I think people who multitask pay a huge price. They think they're being extra productive, and I think when you multitask so much you don't have time to think about anything deeply, you are giving the world an advantage you shouldn't do, and practically everybody is drifting into that mistake.
Drill instructors worked seven days a week, fifteen to seventeen hours a day in many cases, with no time off in between platoons.
But for the children of the poorest people we're stripping the curriculum, removing the arts and music, and drilling the children into useful labor. We're not valuing a child for the time in which she actually is a child.
Honestly, I always told my coaches my whole career - we'll practice two-minute drills in practice, like, once a week and everything - I'm just like, 'Those are my favorite time of football.' I'm out there in total control, just getting everything lined up, getting everybody on the same page, and obviously, usually it's pass after pass after pass.
I've done a lot of basketball drills, not a whole lot of competitive stuff. I have basically been in the gym everyday working on my game, working on the time off that I've had from the game, just getting myself prepared mentally and physically for the season.
I drink too much. The last time I gave a urine sample it had an olive in it.
The places we'd play were full of bikers, brawlers, and drinkers coming off a day of work looking for a good time, and all these guys would be looking at me like Hannibal Lecter looking at his next victim.
My dad worked for different companies that made whiskey for a long time, so we were definitely whiskey drinkers. Growing up, my friends would get toy cars, and I would get swag from whisky companies.
Las Vegas audiences are swingers. They're drinkers and swingers, and they like to have a good time and party. I never had a bad audience in my career. Sometimes it may take a little longer to get them, you know. But I would get them. I'd get standing ovations... Everything is attitude. It's very important to always like what you're doing.
My justification is that most people my age spend a lot of time thinking about what they're going to do for the next five or ten years. The time they spend thinking about their life, I just spend drinking.
I always say I stumbled on the information about the poison in Hinkley's drinking water because I was sort of stumbling about in my life at that time generally, as a single mother.
I think about nothing but business the whole time. Even when I go out to my after-parties, people are like, 'You're drinking water?' I'm like, 'Yeah I am.'
I think one of the major misconceptions about me is that I live my life the way people think I lead my life, with hot and cold drinks running everywhere and a party all the time. They think of my life in terms of certain excesses that don't really exist. Things are actually fairly simple.
Half of the time, I'm walking around a construction site, then I'm transitioning into the evening, having drinks with the girlfriends or meeting with my husband and then racing back home to put the kids to bed. I have less time, so I'm a much more efficient decision maker.
I have my great grandmother's recipe for black beans, all the way from Cuba, and I know how to make those. I'm actually pretty good at it now. But my first time, the beans actually exploded in the pot, so I had black beans just dripping from the ceiling - which is actually a dream come true for most Cubans. It was a nightmare to clean.
My favorite audience is everybody. I worked in a drive-in theater from the time I was 8 years old until I went to college, and I'm accustomed to everybody can buy a ticket and everybody should be taken into account.
I grew up in a drive-in theater, from the time I was 8, working in a snack bar watching four features every week. It was silent theater in the sense that this was a drive-in, which meant that I often saw the films going with no sound. But I learned to tell stories through action.
When I was first thinking about what would become Venture for America, I was trying to figure out how to solve a problem - that our top young people were being driven to roles that did not, to me, address the needs of our time. That VFA would be a non-profit just seemed like the most efficient way to solve the problem.
I'm one of the slowest drivers on the road. I mosey along. If you're doing anything too fast, including living life too fast, that creates sudden death. If I have to be somewhere on time, I make sure I leave early enough.
My father was an urchin that lived in Hell's Kitchen. He was part of a family of nine. I mean, there were times that were better and worse, but mostly, by the time we got to L.A., they'd lost whatever they had. And it was a sad time. And both he and I became truck drivers for different companies.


*What is being asked*: Look through the entries below and return all lines including the word "pennant".

*Study material*:
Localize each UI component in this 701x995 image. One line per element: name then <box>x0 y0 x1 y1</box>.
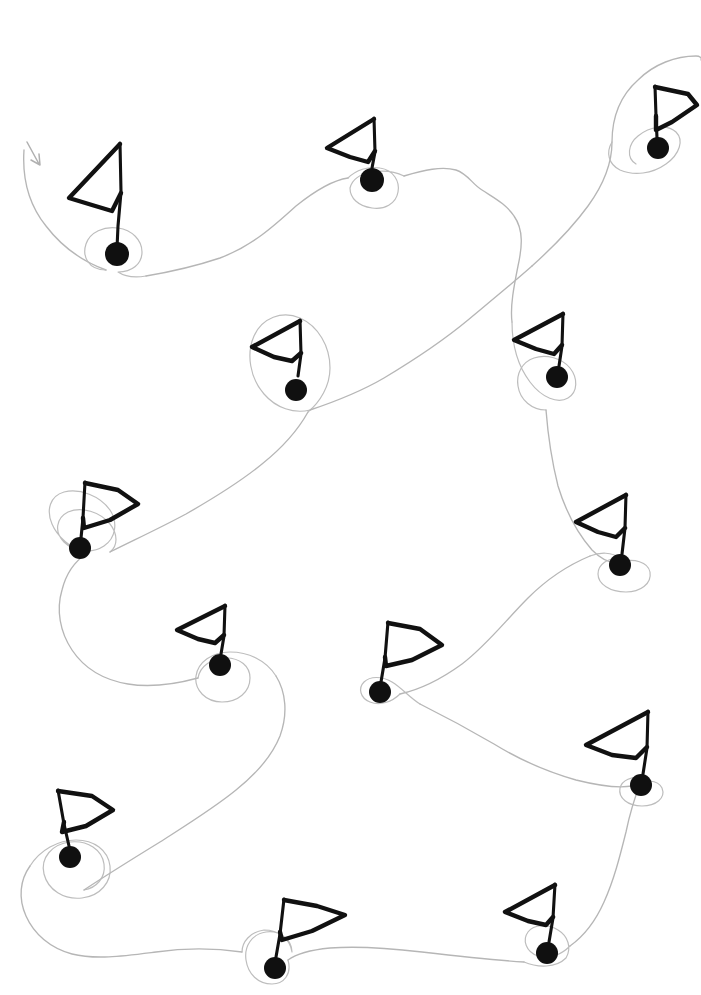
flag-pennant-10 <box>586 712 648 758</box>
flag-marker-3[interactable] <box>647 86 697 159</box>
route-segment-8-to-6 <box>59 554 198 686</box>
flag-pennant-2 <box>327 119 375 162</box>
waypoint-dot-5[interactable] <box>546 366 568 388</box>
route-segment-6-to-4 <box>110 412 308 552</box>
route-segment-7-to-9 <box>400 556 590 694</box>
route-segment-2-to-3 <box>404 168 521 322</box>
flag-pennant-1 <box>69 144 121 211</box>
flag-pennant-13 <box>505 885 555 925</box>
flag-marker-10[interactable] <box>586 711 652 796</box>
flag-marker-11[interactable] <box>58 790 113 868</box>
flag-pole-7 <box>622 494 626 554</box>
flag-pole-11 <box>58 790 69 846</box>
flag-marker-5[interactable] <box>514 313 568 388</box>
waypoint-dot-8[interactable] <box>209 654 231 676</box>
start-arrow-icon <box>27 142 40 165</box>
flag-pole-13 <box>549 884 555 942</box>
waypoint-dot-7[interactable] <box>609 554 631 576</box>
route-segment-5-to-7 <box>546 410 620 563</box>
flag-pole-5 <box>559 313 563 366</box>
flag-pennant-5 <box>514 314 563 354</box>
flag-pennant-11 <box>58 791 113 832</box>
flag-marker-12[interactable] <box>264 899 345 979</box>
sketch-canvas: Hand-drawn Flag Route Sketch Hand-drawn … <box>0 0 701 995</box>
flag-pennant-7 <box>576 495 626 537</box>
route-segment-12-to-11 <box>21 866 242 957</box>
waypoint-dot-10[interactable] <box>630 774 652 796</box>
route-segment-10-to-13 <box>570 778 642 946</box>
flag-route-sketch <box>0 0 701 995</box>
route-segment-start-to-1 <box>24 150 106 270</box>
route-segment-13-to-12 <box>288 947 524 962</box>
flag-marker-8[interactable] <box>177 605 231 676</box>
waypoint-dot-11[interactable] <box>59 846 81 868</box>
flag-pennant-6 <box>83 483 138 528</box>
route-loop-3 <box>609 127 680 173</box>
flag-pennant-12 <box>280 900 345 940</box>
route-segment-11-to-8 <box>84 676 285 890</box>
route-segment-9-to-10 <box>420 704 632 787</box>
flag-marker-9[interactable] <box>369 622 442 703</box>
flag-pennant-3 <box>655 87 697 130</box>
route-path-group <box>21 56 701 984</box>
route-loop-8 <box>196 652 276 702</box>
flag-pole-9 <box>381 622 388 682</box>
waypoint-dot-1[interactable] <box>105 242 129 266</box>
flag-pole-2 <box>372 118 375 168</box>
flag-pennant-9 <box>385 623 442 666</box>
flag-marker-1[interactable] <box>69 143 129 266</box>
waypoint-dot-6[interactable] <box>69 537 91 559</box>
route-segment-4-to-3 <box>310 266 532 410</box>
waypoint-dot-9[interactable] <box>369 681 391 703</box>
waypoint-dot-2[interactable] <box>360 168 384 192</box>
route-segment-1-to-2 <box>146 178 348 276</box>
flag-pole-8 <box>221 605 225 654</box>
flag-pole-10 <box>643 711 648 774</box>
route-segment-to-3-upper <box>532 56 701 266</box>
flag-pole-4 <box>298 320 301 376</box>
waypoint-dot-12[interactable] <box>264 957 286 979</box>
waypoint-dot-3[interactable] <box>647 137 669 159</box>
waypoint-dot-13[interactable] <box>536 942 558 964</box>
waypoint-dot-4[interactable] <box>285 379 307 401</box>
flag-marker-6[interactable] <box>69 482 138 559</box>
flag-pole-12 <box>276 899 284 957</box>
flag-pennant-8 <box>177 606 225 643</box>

*Solution to the problem*:
flag-pennant-10 <box>586 712 648 758</box>
flag-pennant-2 <box>327 119 375 162</box>
flag-pennant-1 <box>69 144 121 211</box>
flag-pennant-13 <box>505 885 555 925</box>
flag-pennant-5 <box>514 314 563 354</box>
flag-pennant-11 <box>58 791 113 832</box>
flag-pennant-7 <box>576 495 626 537</box>
flag-pennant-6 <box>83 483 138 528</box>
flag-pennant-12 <box>280 900 345 940</box>
flag-pennant-3 <box>655 87 697 130</box>
flag-pennant-9 <box>385 623 442 666</box>
flag-pennant-8 <box>177 606 225 643</box>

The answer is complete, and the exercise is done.